None of the points you raise actually touch the linguistic issue I’m (trying to …) addressing. I’m not arguing for a “literary introduction,” nor am I denying the standard Hebrew narrative structure. My claim is narrower and text‑driven: Moses consistently distinguishes between bara (“create”) and asah (“make/appoint”), and Exodus 20:11 uses asah, not bara.
That distinction matters regardless of how one parses Genesis 1:1–3.
-
On Genesis 1:1 and the perfect verb. A perfect verb (bara) can introduce either a completed event in sequence or a completed event that stands outside the subsequent narrative. Hebrew narrative uses both patterns. So the grammar does not require that v.1 be part of the six‑day sequence, nor does it forbid it. Your objection assumes a single narrative function for the perfect that the language itself does not demand.
-
On the waw‑disjunctive in v.2. A waw‑disjunctive marks a break and introduces a circumstantial clause. But circumstantial clauses can describe either:
– the result of a previous action, or
– the state at the time the main narrative begins.

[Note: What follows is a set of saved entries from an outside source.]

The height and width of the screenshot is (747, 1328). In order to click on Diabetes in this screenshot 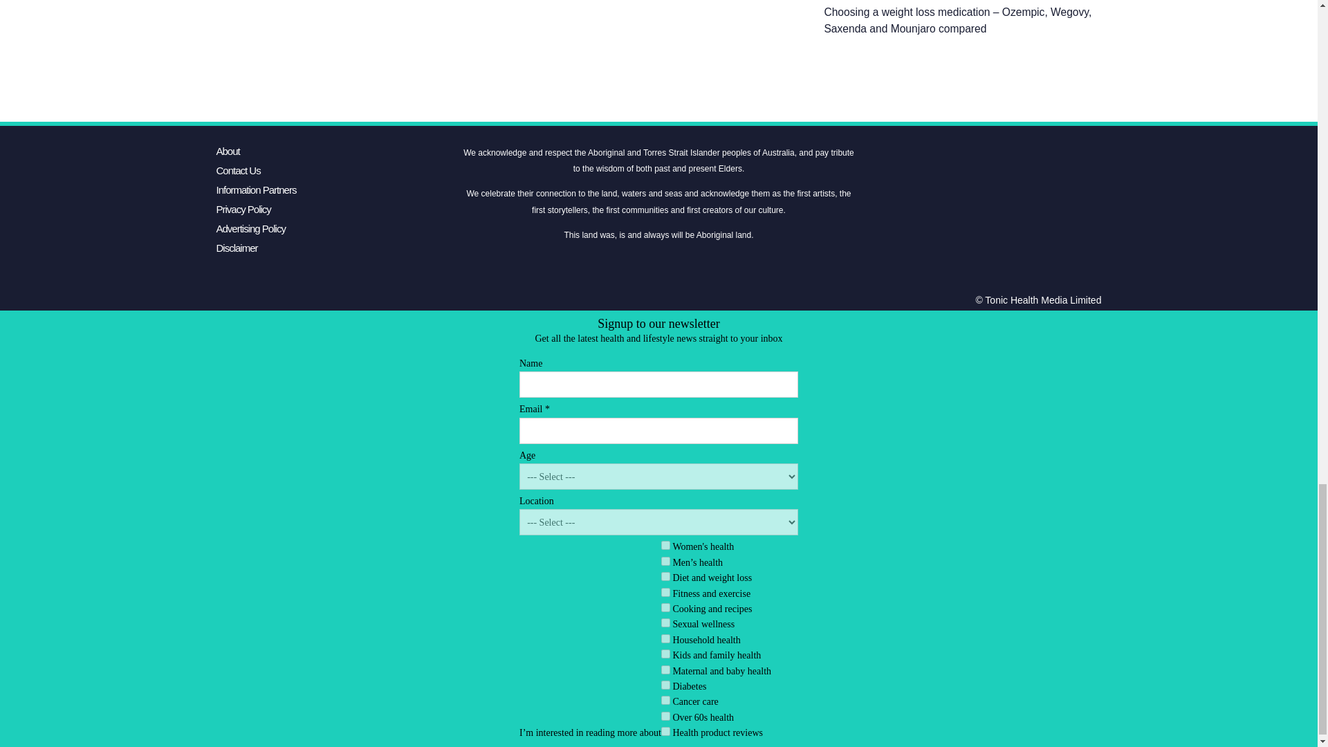, I will do `click(666, 685)`.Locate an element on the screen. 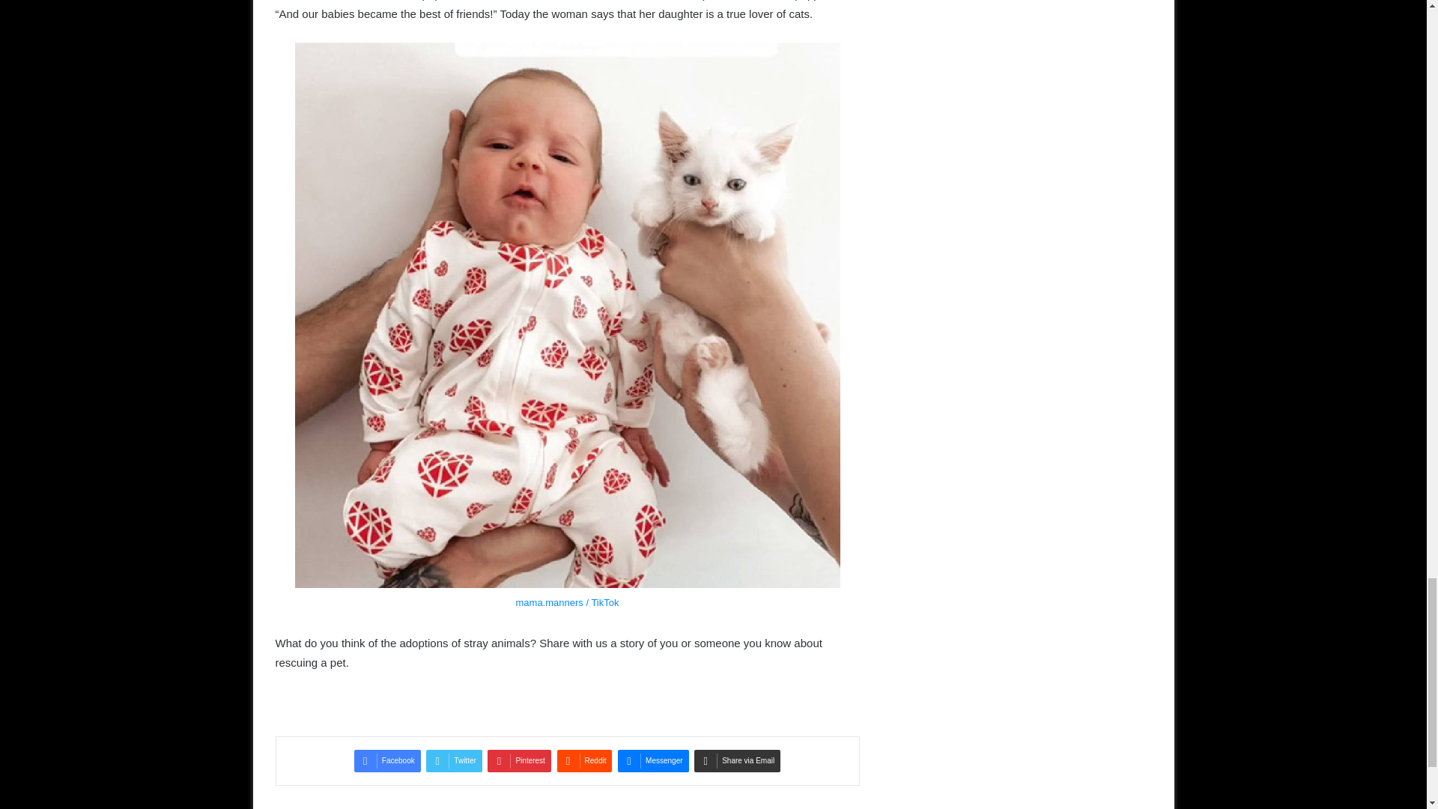 This screenshot has height=809, width=1438. Messenger is located at coordinates (653, 761).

Both are grammatically legitimate. You’re asserting the first as if the second were impossible, but Hebrew grammar allows both without strain. -
On the waw‑consecutive in v.3. The narrative chain beginning in v.3 is compatible with multiple readings of v.1:
– as a summary,
– as a prior creation event, or
– as the first act of the sequence.
Your claim that the grammar “collapses” unless v.1 is part of the six‑day sequence is simply incorrect. Hebrew narrative frequently uses the pattern: completed event → circumstantial clause → main action. -
On the “primordial ocean” argument. Appealing to ANE parallels doesn’t resolve the Hebrew grammar. Genesis 1:2 does not say the waters were uncreated, eternal, or divine. It simply describes the state of the earth at the time the narrative begins. Whether that state existed for a moment or for an age is not specified. Importing ANE cosmology as determinative assumes what you’re trying to prove.
-
The actual issue: why asah in Exodus 20:11? Even if I granted every one of your structural claims about Genesis 1:1–3, they still would not answer the question I raised: Why does Exodus 20:11 say God asah (“made/appointed”) the heavens and the earth in six days, rather than saying He bara (“created”) them in six days?
Moses had both verbs available. He uses:
– bara in Genesis 1:1 for the initial creation of the heavens and the earth.

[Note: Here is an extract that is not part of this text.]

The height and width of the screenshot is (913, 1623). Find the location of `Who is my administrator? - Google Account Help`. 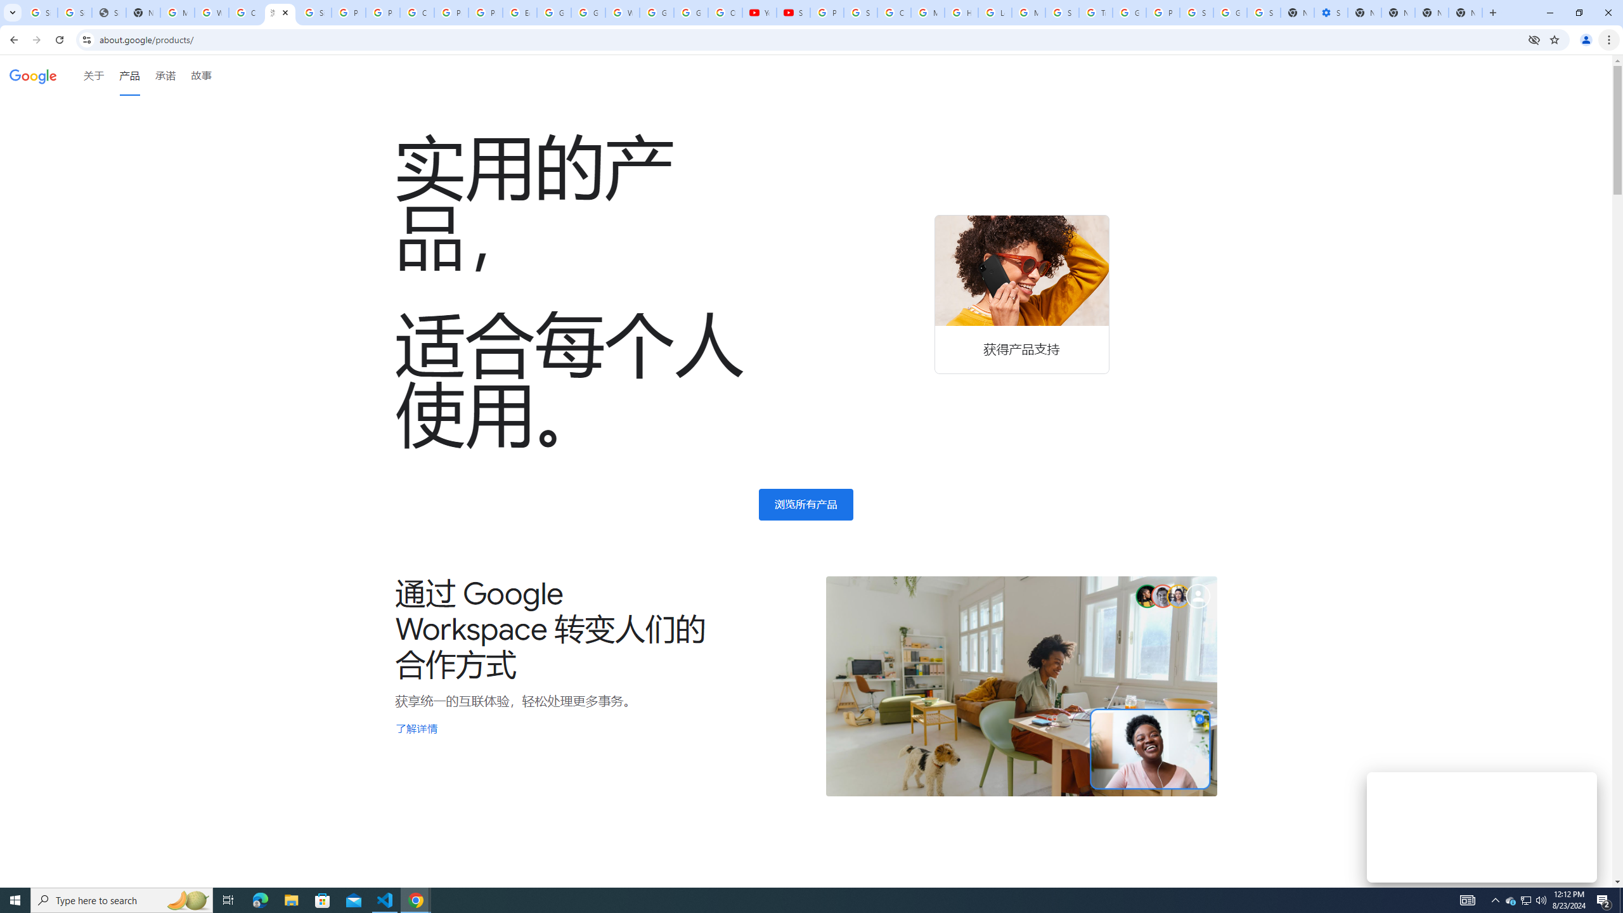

– asah and yatsar throughout Genesis 1:3–31 for God’s six‑day work of forming, shaping, and assigning functions.
– asah again in Exodus 20:11 when referring specifically to the six‑day work.
This is the core linguistic point: Exodus 20:11 matches the vocabulary of Genesis 1:3–31, not the vocabulary of Genesis 1:1. Your objections about “summary statements” and “initial states” do not address this lexical distinction. -
What this means for the reading I’m proposing. The Hebrew allows, and the verb choices support, the following:
– Genesis 1:1 describes the initial bara creation of the heavens and the earth.

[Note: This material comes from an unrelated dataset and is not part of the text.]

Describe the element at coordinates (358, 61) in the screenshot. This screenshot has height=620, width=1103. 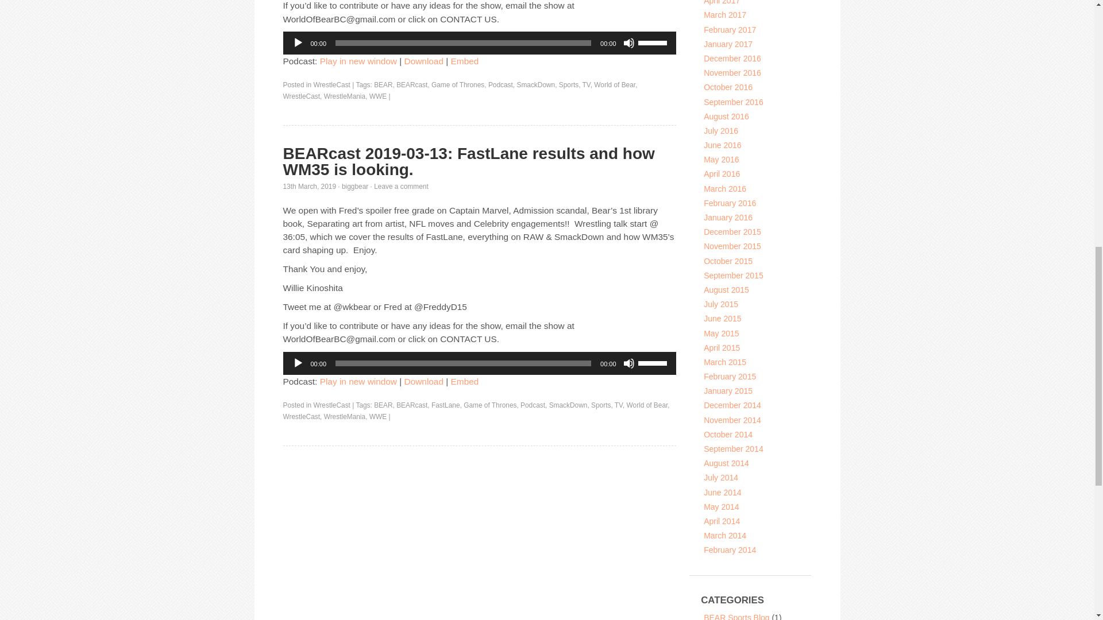
I see `Play in new window` at that location.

– Genesis 1:3–31 describes the six literal days of asah/yatsar work—forming, ordering, and assigning functions.
– Exodus 20:11 refers specifically to that six‑day asah work, not to the initial bara event.This reading honors the narrative structure, respects the grammar, and takes Moses’ verb choices seriously. None of your objections provide a linguistic or exegetical reason to reject it.